I can print the first line of a file using
sed -n 1p file.txt
I can delete the first line of a file using
sed -i 1d file.txt
Is there a way to print-and-delete in sed? Kind of like a FIFO pop() or Perl's shift.
I can print the first line of a file using
sed -n 1p file.txt
I can delete the first line of a file using
sed -i 1d file.txt
Is there a way to print-and-delete in sed? Kind of like a FIFO pop() or Perl's shift.
You can use the command w to write some lines to a different output file. On Linux and many other unix variants, /dev/stdout is the program's standard output, which isn't where sed writes with the -i option. If your system doesn't have /dev/stdout or a variant such as /dev/fd/1, you can write to a named pipe.

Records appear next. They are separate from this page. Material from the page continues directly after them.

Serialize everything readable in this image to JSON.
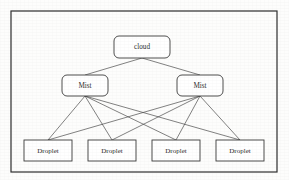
{
  "diagram": {
    "type": "hierarchy-tree",
    "frame": {
      "name": "outer-border",
      "x": 11,
      "y": 11,
      "width": 266,
      "height": 161
    },
    "colors": {
      "background": "#fdfdfc",
      "node_fill": "#ffffff",
      "node_stroke": "#3a3a3a",
      "edge_stroke": "#4a4a4a",
      "frame_stroke": "#2e2e2e",
      "text": "#2b2b2b"
    },
    "levels": [
      {
        "level_name": "cloud-tier",
        "nodes": [
          {
            "id": "cloud",
            "label": "cloud",
            "shape": "rounded-rect",
            "x": 114,
            "y": 36,
            "width": 56,
            "height": 22,
            "radius": 5,
            "font_size": 7.2
          }
        ]
      },
      {
        "level_name": "mist-tier",
        "nodes": [
          {
            "id": "mist-left",
            "label": "Mist",
            "shape": "rounded-rect",
            "x": 62,
            "y": 75,
            "width": 46,
            "height": 21,
            "radius": 5,
            "font_size": 7.2
          },
          {
            "id": "mist-right",
            "label": "Mist",
            "shape": "rounded-rect",
            "x": 177,
            "y": 75,
            "width": 46,
            "height": 21,
            "radius": 5,
            "font_size": 7.2
          }
        ]
      },
      {
        "level_name": "droplet-tier",
        "nodes": [
          {
            "id": "droplet-1",
            "label": "Droplet",
            "shape": "rect",
            "x": 24,
            "y": 140,
            "width": 48,
            "height": 21,
            "radius": 0,
            "font_size": 7.0
          },
          {
            "id": "droplet-2",
            "label": "Droplet",
            "shape": "rect",
            "x": 88,
            "y": 140,
            "width": 48,
            "height": 21,
            "radius": 0,
            "font_size": 7.0
          },
          {
            "id": "droplet-3",
            "label": "Droplet",
            "shape": "rect",
            "x": 152,
            "y": 140,
            "width": 48,
            "height": 21,
            "radius": 0,
            "font_size": 7.0
          },
          {
            "id": "droplet-4",
            "label": "Droplet",
            "shape": "rect",
            "x": 216,
            "y": 140,
            "width": 48,
            "height": 21,
            "radius": 0,
            "font_size": 7.0
          }
        ]
      }
    ],
    "edges": [
      {
        "id": "e-cloud-mistL",
        "from": "cloud",
        "to": "mist-left",
        "x1": 142,
        "y1": 58,
        "x2": 85,
        "y2": 75
      },
      {
        "id": "e-cloud-mistR",
        "from": "cloud",
        "to": "mist-right",
        "x1": 142,
        "y1": 58,
        "x2": 200,
        "y2": 75
      },
      {
        "id": "e-mistL-d1",
        "from": "mist-left",
        "to": "droplet-1",
        "x1": 85,
        "y1": 96,
        "x2": 48,
        "y2": 140
      },
      {
        "id": "e-mistL-d2",
        "from": "mist-left",
        "to": "droplet-2",
        "x1": 85,
        "y1": 96,
        "x2": 112,
        "y2": 140
      },
      {
        "id": "e-mistL-d3",
        "from": "mist-left",
        "to": "droplet-3",
        "x1": 85,
        "y1": 96,
        "x2": 176,
        "y2": 140
      },
      {
        "id": "e-mistL-d4",
        "from": "mist-left",
        "to": "droplet-4",
        "x1": 85,
        "y1": 96,
        "x2": 240,
        "y2": 140
      },
      {
        "id": "e-mistR-d1",
        "from": "mist-right",
        "to": "droplet-1",
        "x1": 200,
        "y1": 96,
        "x2": 48,
        "y2": 140
      },
      {
        "id": "e-mistR-d2",
        "from": "mist-right",
        "to": "droplet-2",
        "x1": 200,
        "y1": 96,
        "x2": 112,
        "y2": 140
      },
      {
        "id": "e-mistR-d3",
        "from": "mist-right",
        "to": "droplet-3",
        "x1": 200,
        "y1": 96,
        "x2": 176,
        "y2": 140
      },
      {
        "id": "e-mistR-d4",
        "from": "mist-right",
        "to": "droplet-4",
        "x1": 200,
        "y1": 96,
        "x2": 240,
        "y2": 140
      }
    ]
  }
}
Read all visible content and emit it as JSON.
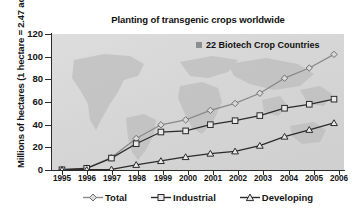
{
  "chart_data": {
    "type": "line",
    "title": "Planting of transgenic crops worldwide",
    "xlabel": "",
    "ylabel": "Millions of hectares (1 hectare = 2.47 acres)",
    "annotation": "22 Biotech Crop Countries",
    "categories": [
      "1995",
      "1996",
      "1997",
      "1998",
      "1999",
      "2000",
      "2001",
      "2002",
      "2003",
      "2004",
      "2005",
      "2006"
    ],
    "ylim": [
      0,
      120
    ],
    "yticks": [
      0,
      20,
      40,
      60,
      80,
      100,
      120
    ],
    "grid": false,
    "legend_position": "bottom",
    "series": [
      {
        "name": "Total",
        "marker": "diamond",
        "color": "#8a8a8a",
        "values": [
          0.2,
          1.7,
          11.0,
          27.8,
          39.9,
          44.2,
          52.6,
          58.7,
          67.7,
          81.0,
          90.0,
          102.0
        ]
      },
      {
        "name": "Industrial",
        "marker": "square",
        "color": "#2b2b2b",
        "values": [
          0.2,
          1.5,
          10.5,
          23.2,
          33.5,
          34.5,
          40.0,
          43.5,
          48.0,
          54.5,
          58.0,
          62.5
        ]
      },
      {
        "name": "Developing",
        "marker": "triangle",
        "color": "#2b2b2b",
        "values": [
          0.0,
          0.2,
          0.6,
          4.6,
          8.0,
          11.5,
          14.5,
          16.5,
          21.5,
          29.5,
          35.5,
          41.5
        ]
      }
    ]
  },
  "axis": {
    "y_tick_labels": [
      "0",
      "20",
      "40",
      "60",
      "80",
      "100",
      "120"
    ],
    "x_tick_labels": [
      "1995",
      "1996",
      "1997",
      "1998",
      "1999",
      "2000",
      "2001",
      "2002",
      "2003",
      "2004",
      "2005",
      "2006"
    ]
  },
  "legend": {
    "items": [
      {
        "label": "Total",
        "marker": "diamond-marker-icon"
      },
      {
        "label": "Industrial",
        "marker": "square-marker-icon"
      },
      {
        "label": "Developing",
        "marker": "triangle-marker-icon"
      }
    ]
  },
  "colors": {
    "plot_background": "#d8d8d8",
    "map_silhouette": "#b9b9b9",
    "total_series": "#8a8a8a",
    "industrial_series": "#2b2b2b",
    "developing_series": "#2b2b2b"
  }
}
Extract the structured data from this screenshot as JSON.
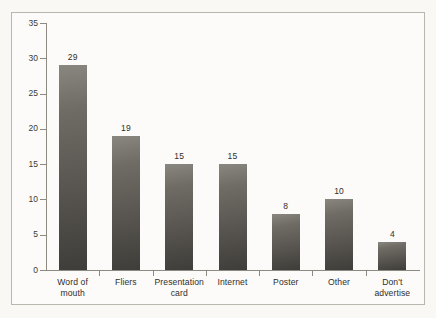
{
  "chart_data": {
    "type": "bar",
    "title": "",
    "subtitle": "",
    "xlabel": "",
    "ylabel": "",
    "categories": [
      "Word of mouth",
      "Fliers",
      "Presentation card",
      "Internet",
      "Poster",
      "Other",
      "Don't advertise"
    ],
    "category_lines": [
      [
        "Word of",
        "mouth"
      ],
      [
        "Fliers"
      ],
      [
        "Presentation",
        "card"
      ],
      [
        "Internet"
      ],
      [
        "Poster"
      ],
      [
        "Other"
      ],
      [
        "Don't advertise"
      ]
    ],
    "values": [
      29,
      19,
      15,
      15,
      8,
      10,
      4
    ],
    "data_labels": [
      "29",
      "19",
      "15",
      "15",
      "8",
      "10",
      "4"
    ],
    "ylim": [
      0,
      35
    ],
    "ytick_values": [
      0,
      5,
      10,
      15,
      20,
      25,
      30,
      35
    ],
    "ytick_labels": [
      "0",
      "5",
      "10",
      "15",
      "20",
      "25",
      "30",
      "35"
    ],
    "grid": false,
    "legend": null,
    "legend_position": "none",
    "bar_color": "#5a5752",
    "axis_color": "#8d8a82",
    "background_color": "#fcfbf9",
    "frame_color": "#b9b6ad",
    "text_color": "#2f2e2b"
  }
}
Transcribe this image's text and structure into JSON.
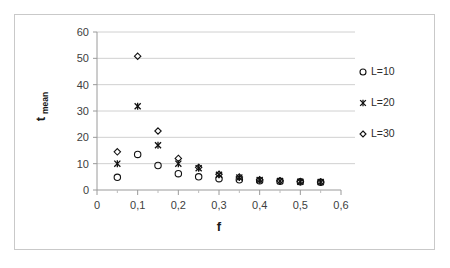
{
  "chart_data": {
    "type": "scatter",
    "title": "",
    "xlabel": "f",
    "ylabel": "t_mean",
    "ylabel_base": "t",
    "ylabel_sub": "mean",
    "xlim": [
      0,
      0.6
    ],
    "ylim": [
      0,
      60
    ],
    "xticks": [
      "0",
      "0,1",
      "0,2",
      "0,3",
      "0,4",
      "0,5",
      "0,6"
    ],
    "xtick_values": [
      0,
      0.1,
      0.2,
      0.3,
      0.4,
      0.5,
      0.6
    ],
    "yticks": [
      "0",
      "10",
      "20",
      "30",
      "40",
      "50",
      "60"
    ],
    "ytick_values": [
      0,
      10,
      20,
      30,
      40,
      50,
      60
    ],
    "grid": true,
    "grid_axis": "y",
    "legend_position": "right",
    "decimal_separator": ",",
    "x": [
      0.05,
      0.1,
      0.15,
      0.2,
      0.25,
      0.3,
      0.35,
      0.4,
      0.45,
      0.5,
      0.55
    ],
    "series": [
      {
        "name": "L=10",
        "marker": "circle",
        "color": "#111111",
        "values": [
          4.8,
          13.5,
          9.3,
          6.2,
          5.0,
          4.3,
          3.9,
          3.5,
          3.3,
          3.1,
          2.9
        ]
      },
      {
        "name": "L=20",
        "marker": "asterisk",
        "color": "#111111",
        "values": [
          10.0,
          31.8,
          17.0,
          10.0,
          8.3,
          5.8,
          4.7,
          3.8,
          3.4,
          3.1,
          3.0
        ]
      },
      {
        "name": "L=30",
        "marker": "diamond",
        "color": "#111111",
        "values": [
          14.5,
          50.8,
          22.4,
          12.0,
          8.6,
          6.0,
          4.9,
          3.9,
          3.5,
          3.2,
          3.0
        ]
      }
    ]
  },
  "legend": {
    "entries": [
      {
        "label": "L=10",
        "marker": "circle"
      },
      {
        "label": "L=20",
        "marker": "asterisk"
      },
      {
        "label": "L=30",
        "marker": "diamond"
      }
    ]
  },
  "colors": {
    "marker": "#111111",
    "gridline": "#d0d0d0",
    "axis": "#9a9a9a",
    "border": "#c9c9c9",
    "background": "#ffffff",
    "tick_text": "#404040"
  }
}
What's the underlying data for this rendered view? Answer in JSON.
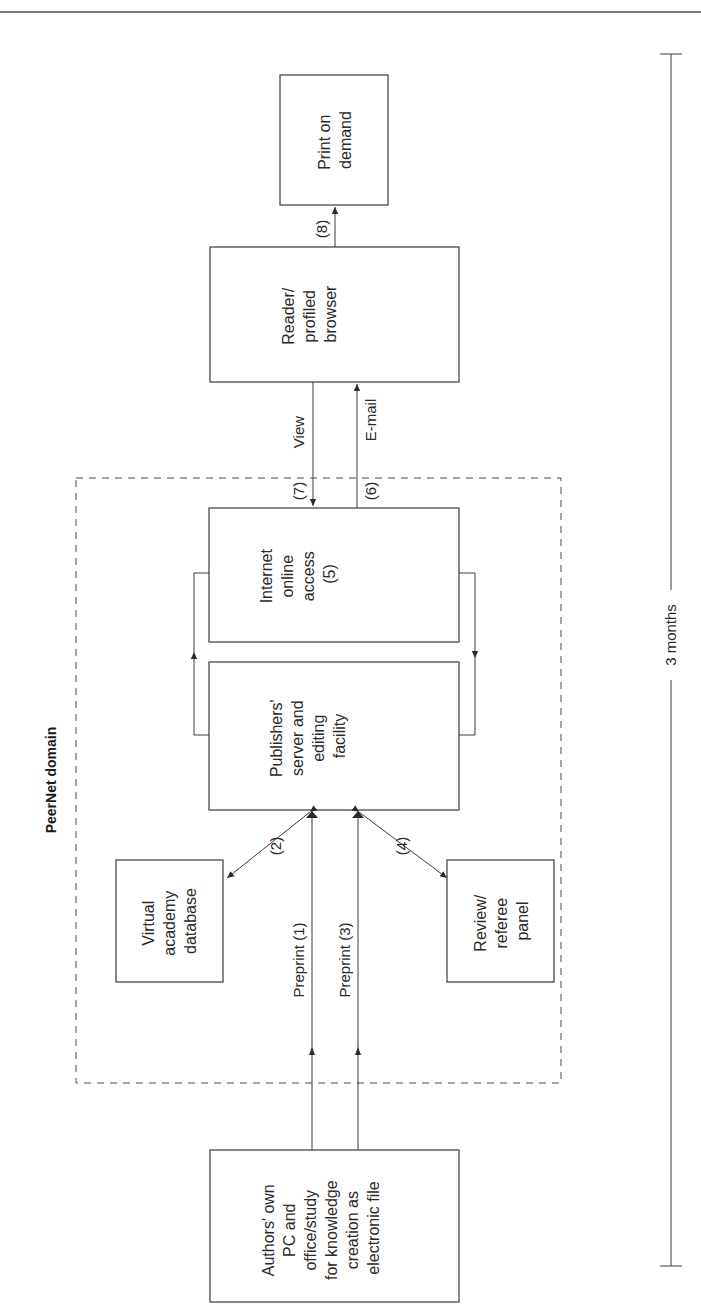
{
  "diagram": {
    "domain_label": "PeerNet domain",
    "duration_label": "3 months",
    "nodes": {
      "authors": {
        "lines": [
          "Authors' own",
          "PC and",
          "office/study",
          "for knowledge",
          "creation as",
          "electronic file"
        ]
      },
      "virtual_academy": {
        "lines": [
          "Virtual",
          "academy",
          "database"
        ]
      },
      "review_panel": {
        "lines": [
          "Review/",
          "referee",
          "panel"
        ]
      },
      "publishers": {
        "lines": [
          "Publishers'",
          "server and",
          "editing",
          "facility"
        ]
      },
      "internet": {
        "lines": [
          "Internet",
          "online",
          "access",
          "(5)"
        ]
      },
      "reader": {
        "lines": [
          "Reader/",
          "profiled",
          "browser"
        ]
      },
      "print": {
        "lines": [
          "Print on",
          "demand"
        ]
      }
    },
    "edges": {
      "preprint1": "Preprint (1)",
      "preprint3": "Preprint (3)",
      "step2": "(2)",
      "step4": "(4)",
      "step6": "(6)",
      "step7": "(7)",
      "step8": "(8)",
      "view": "View",
      "email": "E-mail"
    }
  }
}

sed -i -e '1 w /dev/stdout' -e '1d' file.txt
This answer is an extension of Gilles' answer.
Needing to write the address twice is not very DRY, and while it works fine for this example of just deleting the first line, that method becomes more problematic if you have a more complicated search pattern for lines you want to "extract" from a file. Instead of writing the address twice, you can use curly braces to do both the w and d commands on the same address. Using the original example, that would look like this:
sed -i -e '1{w /dev/stdout' -e 'd}' file.txt
or more generally:
sed -i -e '/some long regex/{w /dev/stdout' -e 'd}' file.txt
Unfortunately this is not possible. Essentially, you are asking for the output from sed to go to two different places: you'd like the first line to be printed to the stdout of sed, and for the remaining lines to be placed back in the file itself. But the output of sed can only go to one place (by default it goes to stdout, and if you specify the -i option it goes back into the file).
Fortunately, I can't see any downsides from running the two commands separately.